Wednesday, March 23, 2011

India joins worldwide efforts to unchain mentally ill people

From the Times of India:

NEW DELHI, India -- India is all set to be part of the global movement to free mentally ill people from chains.

A shameful practice often referred to as a blot on human rights, mentally ill patients in the southeast Asia region, including India, are chained to poles or their beds in institutions meant to cure them.

In the Erwadi tragedy in India in 2001, over 20 people with mental illness were burned to death after a fire swept though an institute in which they were chained to their beds. Now, India in its draft Mental Health Care Bill 2010, which comes up for national consultation on Tuesday, prohibits "chaining of mentally ill patients in any manner or form".

It also prohibits electro-convulsive therapy without the use of muscle relaxants and anesthesia, electro-convulsive therapy for minors and sterilization of men or women, when is intended as a treatment for mental illness.

The bill also says that mentally ill patients can't be subject to compulsory tonsuring (shaving of head hair) and have to wear own personal clothes and not be forced to wear uniforms provided by the facility.

The bill gives special mention to how minors with mental illnesses need to be handled. It says any person under the age of 18 years (minor) can be admitted to a mental health facility only in exceptional circumstances and when two psychiatrists have independently examined the minor on the day of admission or in the preceding seven days and both conclude that "the minor has a mental illness of a severity warranting admission to a mental health facility".

The bill gives least amount of importance to seclusion and admission in "facilities".

It says: "Mental health services shall provide treatment in a manner which supports persons with mental illness to live in the community and with their families. Long-term hospital-based mental health treatment shall be used only in exceptional circumstances, for as short a duration as possible, and only as a last resort when appropriate community-based treatment has been tried and shown to have failed."

According to the draft bill, physical restraint or seclusion may only be used when it is the only means available to prevent imminent and immediate harm to the person concerned or to others. Also physical restraint can only be used if it is authorized by the psychiatrist in charge of the person's treatment at the mental health facility.

The draft bill also calls for the setting up of a Mental Health Review Commission within three months of the Act coming into force to exercise the powers. The commission's president has to be of the level of a HC judge.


The entries must be set down again word for word; no pictures belong in the copy.

[Figure content listings]
━━━━━━━━━━━━━━━━━━━━━━━━━━━━━━

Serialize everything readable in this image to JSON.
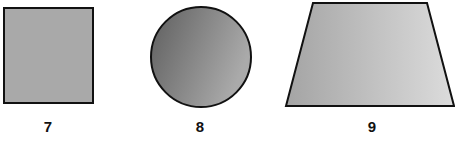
{
  "figures": [
    {
      "label": "7",
      "shape": "square",
      "fill": "#a9a9a9"
    },
    {
      "label": "8",
      "shape": "circle",
      "fill_dark": "#6a6a6a",
      "fill_light": "#a8a8a8"
    },
    {
      "label": "9",
      "shape": "trapezoid",
      "fill_dark": "#a6a6a6",
      "fill_light": "#d8d8d8"
    }
  ],
  "stroke_color": "#111111"
}
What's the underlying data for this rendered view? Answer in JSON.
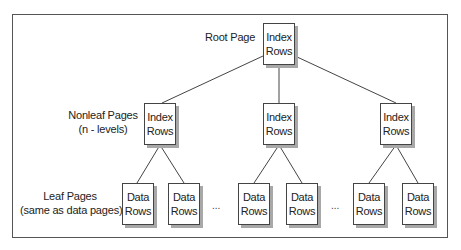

━━━━━━━━━━━━━━━━━━━━━━━━━━━━━━

▶ _Exercise answer_:
Serialize everything readable in this image to JSON.
{
  "figures": [
    {
      "label": "7",
      "shape": "square",
      "fill": "#a9a9a9"
    },
    {
      "label": "8",
      "shape": "circle",
      "fill_dark": "#6a6a6a",
      "fill_light": "#a8a8a8"
    },
    {
      "label": "9",
      "shape": "trapezoid",
      "fill_dark": "#a6a6a6",
      "fill_light": "#d8d8d8"
    }
  ],
  "stroke_color": "#111111"
}
What's the underlying data for this rendered view? Answer in JSON.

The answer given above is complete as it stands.